Cendia’s finding: roughly 40% of operational recommendations that sound compelling in a presentation fail the 30/90/365 test — usually at the 30-day milestone, where the recommendation turns out to be too vague to produce a specific first action.

The proposal promises $180,000 in annual savings. The 30/90/365 question: what's visibly different in 30 days? If the answer is blank, the savings are speculative — and speculation is how firms spend $30,000 to buy a slide deck.

What this isn’t

Scope notes:

FAQ

What if the 30-day milestone is met but the 90-day metric doesn’t move?

This is the most common failure pattern: the change was implemented but didn’t produce the expected impact. At day 90, you have three options — revise the approach (the implementation was correct but the mechanism was wrong), expand the scope (the change was too narrow to move the metric), or stop (the hypothesis was incorrect and further investment won’t produce returns). All three options are better than continuing to invest without data.

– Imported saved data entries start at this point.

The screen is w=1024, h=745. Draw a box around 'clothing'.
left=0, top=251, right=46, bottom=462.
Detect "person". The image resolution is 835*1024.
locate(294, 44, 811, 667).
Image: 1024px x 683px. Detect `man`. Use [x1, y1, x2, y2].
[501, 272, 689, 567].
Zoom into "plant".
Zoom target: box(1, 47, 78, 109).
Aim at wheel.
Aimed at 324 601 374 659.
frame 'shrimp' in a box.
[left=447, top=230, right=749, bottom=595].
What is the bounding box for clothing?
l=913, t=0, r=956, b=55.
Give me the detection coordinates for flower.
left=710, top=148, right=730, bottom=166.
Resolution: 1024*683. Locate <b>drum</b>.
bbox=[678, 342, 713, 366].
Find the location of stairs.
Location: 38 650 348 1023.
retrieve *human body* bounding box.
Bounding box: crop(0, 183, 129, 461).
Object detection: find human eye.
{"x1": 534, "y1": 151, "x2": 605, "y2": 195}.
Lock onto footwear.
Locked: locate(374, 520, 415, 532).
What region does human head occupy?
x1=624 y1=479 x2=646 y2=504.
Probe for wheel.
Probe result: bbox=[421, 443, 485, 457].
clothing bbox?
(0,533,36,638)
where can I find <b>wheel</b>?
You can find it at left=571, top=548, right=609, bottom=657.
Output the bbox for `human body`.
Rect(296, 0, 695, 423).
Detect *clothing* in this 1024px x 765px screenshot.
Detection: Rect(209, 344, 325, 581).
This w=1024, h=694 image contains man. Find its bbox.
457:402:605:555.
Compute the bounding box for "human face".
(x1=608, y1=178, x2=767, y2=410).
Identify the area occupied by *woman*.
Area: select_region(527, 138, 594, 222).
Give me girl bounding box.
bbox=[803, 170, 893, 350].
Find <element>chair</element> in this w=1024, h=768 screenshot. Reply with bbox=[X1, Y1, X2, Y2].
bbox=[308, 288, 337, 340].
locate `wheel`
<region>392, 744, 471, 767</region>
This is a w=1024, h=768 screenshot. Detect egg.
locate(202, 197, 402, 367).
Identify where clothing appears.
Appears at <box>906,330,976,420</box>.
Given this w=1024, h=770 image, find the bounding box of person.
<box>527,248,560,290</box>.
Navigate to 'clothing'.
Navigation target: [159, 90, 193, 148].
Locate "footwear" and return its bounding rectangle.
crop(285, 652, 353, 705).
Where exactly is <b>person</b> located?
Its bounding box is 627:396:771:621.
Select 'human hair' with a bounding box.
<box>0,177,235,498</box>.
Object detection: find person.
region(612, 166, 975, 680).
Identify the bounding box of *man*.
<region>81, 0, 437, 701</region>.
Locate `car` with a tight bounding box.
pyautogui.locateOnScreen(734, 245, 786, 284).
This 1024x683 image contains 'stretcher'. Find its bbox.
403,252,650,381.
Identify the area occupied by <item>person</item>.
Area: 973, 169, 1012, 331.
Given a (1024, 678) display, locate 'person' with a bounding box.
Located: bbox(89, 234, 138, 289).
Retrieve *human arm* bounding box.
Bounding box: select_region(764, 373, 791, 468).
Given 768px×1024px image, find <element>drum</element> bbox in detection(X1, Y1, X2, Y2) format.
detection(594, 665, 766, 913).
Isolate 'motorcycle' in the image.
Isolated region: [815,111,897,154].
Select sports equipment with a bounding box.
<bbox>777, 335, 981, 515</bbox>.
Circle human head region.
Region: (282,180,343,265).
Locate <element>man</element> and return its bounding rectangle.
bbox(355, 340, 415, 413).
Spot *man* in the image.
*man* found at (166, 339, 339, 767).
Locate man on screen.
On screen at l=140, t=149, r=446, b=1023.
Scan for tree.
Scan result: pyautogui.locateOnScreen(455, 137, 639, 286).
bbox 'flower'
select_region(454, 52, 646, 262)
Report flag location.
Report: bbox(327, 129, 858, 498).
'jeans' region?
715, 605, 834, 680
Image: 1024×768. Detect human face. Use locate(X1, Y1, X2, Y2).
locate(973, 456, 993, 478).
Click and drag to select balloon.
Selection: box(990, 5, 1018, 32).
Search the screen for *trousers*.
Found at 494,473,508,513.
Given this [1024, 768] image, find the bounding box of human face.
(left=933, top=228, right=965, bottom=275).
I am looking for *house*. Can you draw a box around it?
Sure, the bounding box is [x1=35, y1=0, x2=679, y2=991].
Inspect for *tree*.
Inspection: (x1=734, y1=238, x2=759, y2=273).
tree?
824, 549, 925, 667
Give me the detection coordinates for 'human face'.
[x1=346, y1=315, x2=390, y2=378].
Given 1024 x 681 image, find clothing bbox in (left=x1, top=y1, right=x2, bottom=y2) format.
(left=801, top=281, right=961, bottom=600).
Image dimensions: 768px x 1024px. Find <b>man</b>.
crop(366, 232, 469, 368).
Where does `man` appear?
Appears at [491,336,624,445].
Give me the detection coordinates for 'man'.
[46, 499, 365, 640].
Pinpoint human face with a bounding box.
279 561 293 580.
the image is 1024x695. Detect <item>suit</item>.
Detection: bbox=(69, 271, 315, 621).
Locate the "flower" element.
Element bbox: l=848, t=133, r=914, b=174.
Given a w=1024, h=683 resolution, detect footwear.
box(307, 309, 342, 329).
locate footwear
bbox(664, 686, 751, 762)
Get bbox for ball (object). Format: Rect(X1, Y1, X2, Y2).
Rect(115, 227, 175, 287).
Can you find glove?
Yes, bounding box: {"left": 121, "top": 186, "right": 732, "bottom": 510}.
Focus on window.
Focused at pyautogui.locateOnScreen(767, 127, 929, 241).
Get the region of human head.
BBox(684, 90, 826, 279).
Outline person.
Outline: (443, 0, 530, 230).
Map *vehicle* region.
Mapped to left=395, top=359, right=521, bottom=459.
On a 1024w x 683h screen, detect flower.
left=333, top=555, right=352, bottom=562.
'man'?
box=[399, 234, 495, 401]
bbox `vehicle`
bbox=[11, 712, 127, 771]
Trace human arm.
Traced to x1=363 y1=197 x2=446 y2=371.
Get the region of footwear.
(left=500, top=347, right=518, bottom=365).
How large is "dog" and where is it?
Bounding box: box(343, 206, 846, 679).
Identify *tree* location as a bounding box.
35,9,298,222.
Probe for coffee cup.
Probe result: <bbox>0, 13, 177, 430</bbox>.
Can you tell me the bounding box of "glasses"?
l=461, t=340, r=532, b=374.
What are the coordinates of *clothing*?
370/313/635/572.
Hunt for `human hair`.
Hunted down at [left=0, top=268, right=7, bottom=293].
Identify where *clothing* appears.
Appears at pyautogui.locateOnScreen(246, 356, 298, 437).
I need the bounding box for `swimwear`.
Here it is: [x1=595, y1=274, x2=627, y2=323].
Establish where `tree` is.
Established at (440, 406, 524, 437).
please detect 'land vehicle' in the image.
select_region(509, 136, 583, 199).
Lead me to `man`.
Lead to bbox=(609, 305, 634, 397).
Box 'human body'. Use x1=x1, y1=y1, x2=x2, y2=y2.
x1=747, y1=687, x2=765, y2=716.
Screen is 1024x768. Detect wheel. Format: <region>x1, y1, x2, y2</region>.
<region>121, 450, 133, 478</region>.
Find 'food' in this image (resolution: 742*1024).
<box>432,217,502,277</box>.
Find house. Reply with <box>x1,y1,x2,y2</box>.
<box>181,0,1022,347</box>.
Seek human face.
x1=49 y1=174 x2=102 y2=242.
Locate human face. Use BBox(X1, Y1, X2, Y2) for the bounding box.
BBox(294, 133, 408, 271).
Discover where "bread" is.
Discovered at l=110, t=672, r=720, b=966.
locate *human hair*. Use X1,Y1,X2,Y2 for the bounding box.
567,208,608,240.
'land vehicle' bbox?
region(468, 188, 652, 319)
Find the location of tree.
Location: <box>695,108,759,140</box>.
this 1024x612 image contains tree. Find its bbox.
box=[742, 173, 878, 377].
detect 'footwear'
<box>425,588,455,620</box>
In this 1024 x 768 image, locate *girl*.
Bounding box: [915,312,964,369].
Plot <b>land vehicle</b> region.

How do we set realistic 90-day targets?

Use the baseline measurement as the anchor. If current rework is 4 hours per engagement, a 50% reduction target (to 2 hours) is aggressive but achievable for a structural fix. A 20-30% target is conservative and appropriate for incremental process changes. Avoid targets that require behavioral change from the entire team — those take 6-12 months, not 90 days.

Can we use 30/90/365 for changes that don’t have a direct financial return?

Yes. Replace the 365-day financial milestone with the outcome that matters: client satisfaction score improvement, employee retention rate, compliance audit pass rate. The Three-to-One Rule may not apply directly, but the 30-day and 90-day milestones still provide the same accountability structure.

How does this interact with the other Cendia frameworks?

The 30/90/365 Sizing model is the output layer. The diagnostic frameworks (Handoff Cost Model, Cost-Per-Workflow, The Surface vs. Structure Lens) identify what to fix. The decision frameworks (Eliminate-Before-Automate, Build vs. Buy vs. Eliminate) determine how to fix it. 30/90/365 Sizing defines when the fix should produce results and how to measure whether it did.

Want to size an operational change with honest milestones?

Schedule a Cendia conversation →

15 minutes, confidential, no obligation. Or email support@cendiasolutions.com with the operational change you’re considering — we’ll sketch the 30/90/365 milestones so you can see what honest sizing looks like.


This article is part of Cendia’s Operational Frameworks series. Companion pieces cover the Handoff Cost Model, Eliminate-Before-Automate, and Cost-Per-Workflow — the diagnostic and decision frameworks that 30/90/365 Sizing measures against.